For the most part, the flatten job looks like a standard Spark job, joining together a number of tables and producing a large dataset for lineage. The job gets interesting when we build the final lineage graph using Pregel. To do this, we visit each node and collect lineage data, then recurse for each of its connections until we’ve traversed the entire graph. At the end, we condense the graph back into a normal dataset with the source, target, and layer (specifying the number of steps from the source to the target).

Returning to our previous example, we can now run a single query to find all tables/columns that are downstream of messages.

Notifications

To allow our data consumers to make use of lineage information and to notify downstream consumers, we have built notification tooling on our internal Data Portal. Owners of datasets can use a “notify” button which presents them with information about their downstream consumers, along with a call-to-action and other fields. Users use this functionality to inform their downstream owners (which includes dashboard creators, dataset owners) of upcoming changes in our data warehouse via Slack, thereby allowing consumers of downstream datasets to keep themselves well informed of upcoming changes. This functionality is extensively used in Data Retention program execution, planned dataset deprecation, and many other use-cases.

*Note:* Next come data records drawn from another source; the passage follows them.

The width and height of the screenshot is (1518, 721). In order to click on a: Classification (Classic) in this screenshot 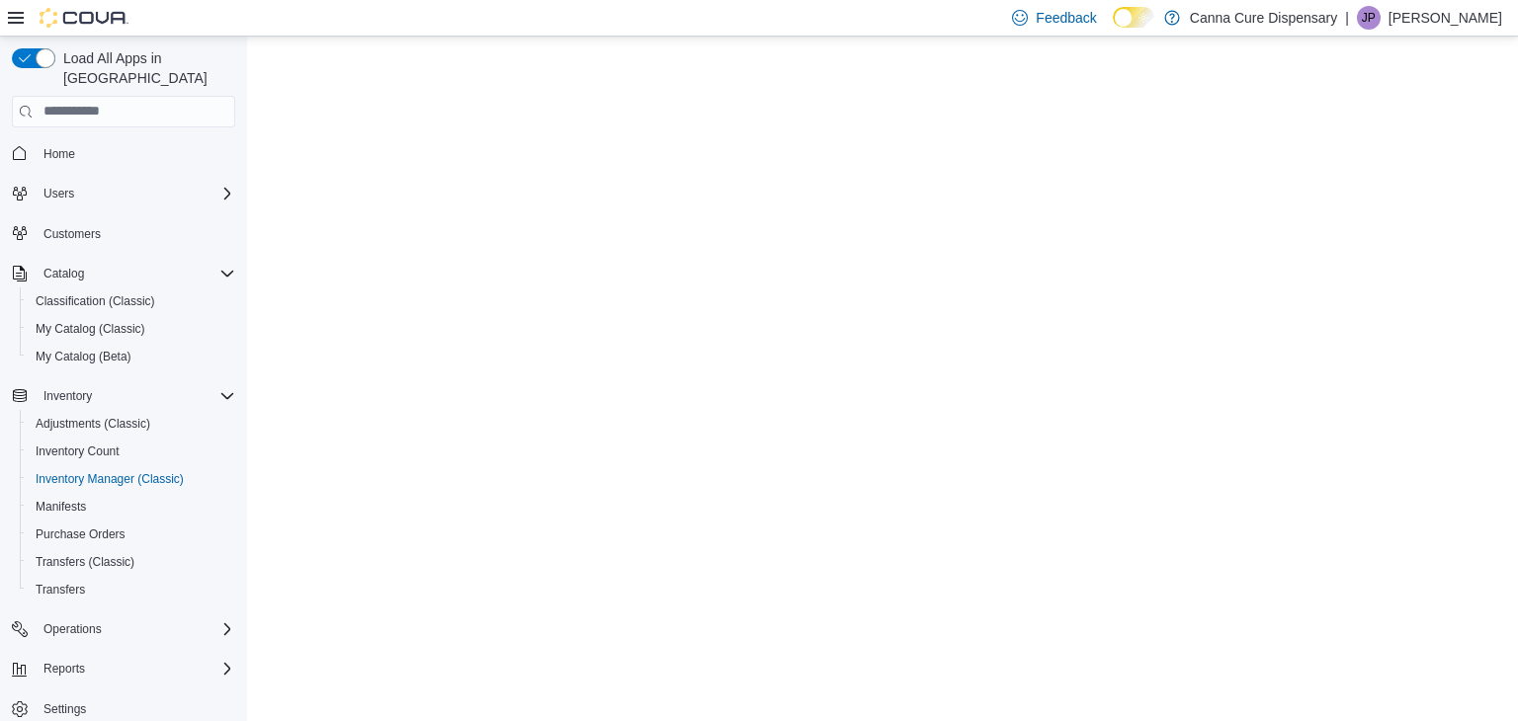, I will do `click(95, 301)`.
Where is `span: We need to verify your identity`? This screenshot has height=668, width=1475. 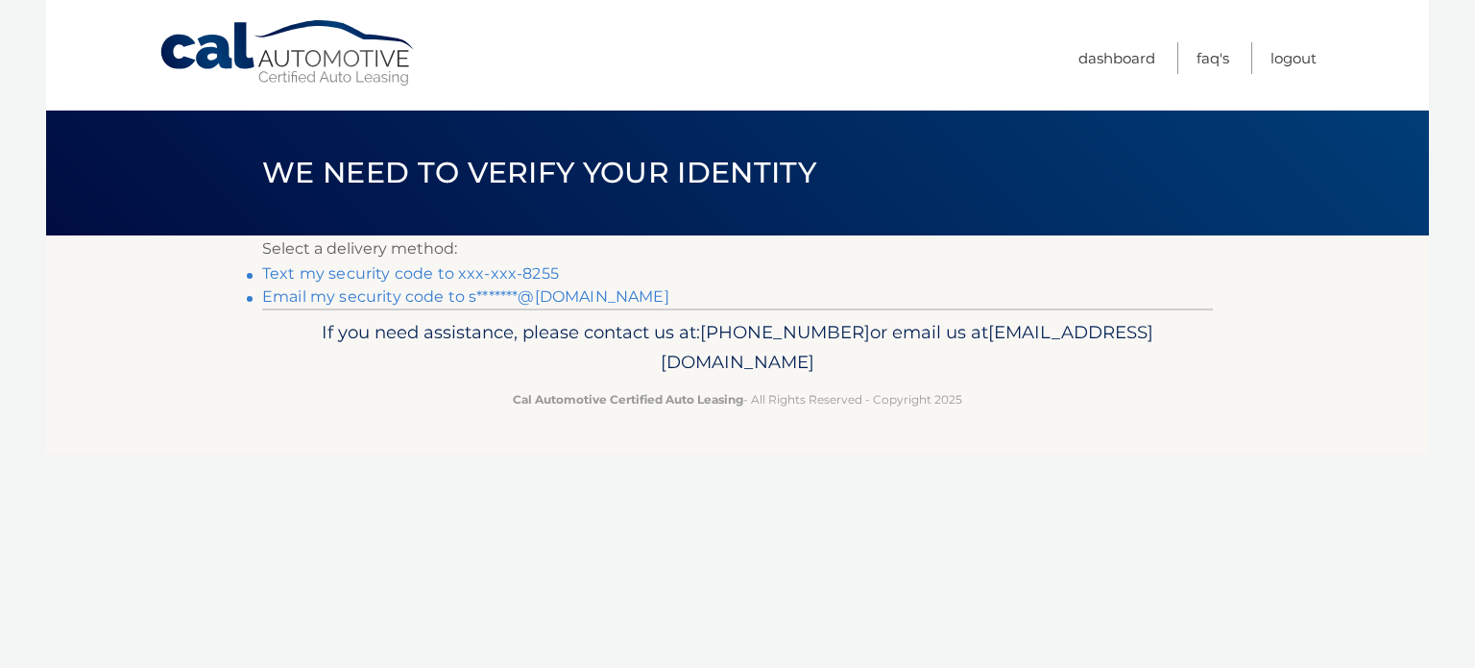 span: We need to verify your identity is located at coordinates (539, 172).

Example Notification configuration:

Example Notification sent on Slack

Future work

With any project, there’s always more work to be done. Some of the work we plan on doing in the future includes:

  • Automated data lineage for Spark jobs that don’t use Spark SQL: While the majority of the jobs at Slack are driven by SQL, some of them use the Spark Datasets/Dataframes API. For those jobs, we’ve occasionally resorted to manually adding lineage, but this doesn’t scale well and can lead to a loss of trust. Since SQL isn’t involved, we’ll need to add a totally new endpoint and parser to handle this case and get non-SQL Spark jobs into our flattened lineage table.
  • Throw our lineage data into a Graph DB: Right now, folks can use SQL queries or dashboards to look at our lineage data, but it would be amazing to hop into a Graph DB and visually explore connections. Outside of being the coolest thing under the sun, being able to visually explore our lineage would also make gaps more obvious, accommodate less technical users, and would provide awesome visuals for blog posts like this.
  • Better automation tooling: We would like to automatically detect schema changes and notify downstream customers of an upcoming schema change thereby allowing better coordination between data producers and consumers.

Credits

Last, thank you (in alphabetical order) to all the folks who have put into work on Slack’s Data Lineage systems: Ajay Bhonsule, Atl Arredondo, Bing Wu, Brianne Murphy, Cheick Keita, Diana Pojar, Ekua Awotwi, Evan Raines, Johnny Cao, and Vipul Singh.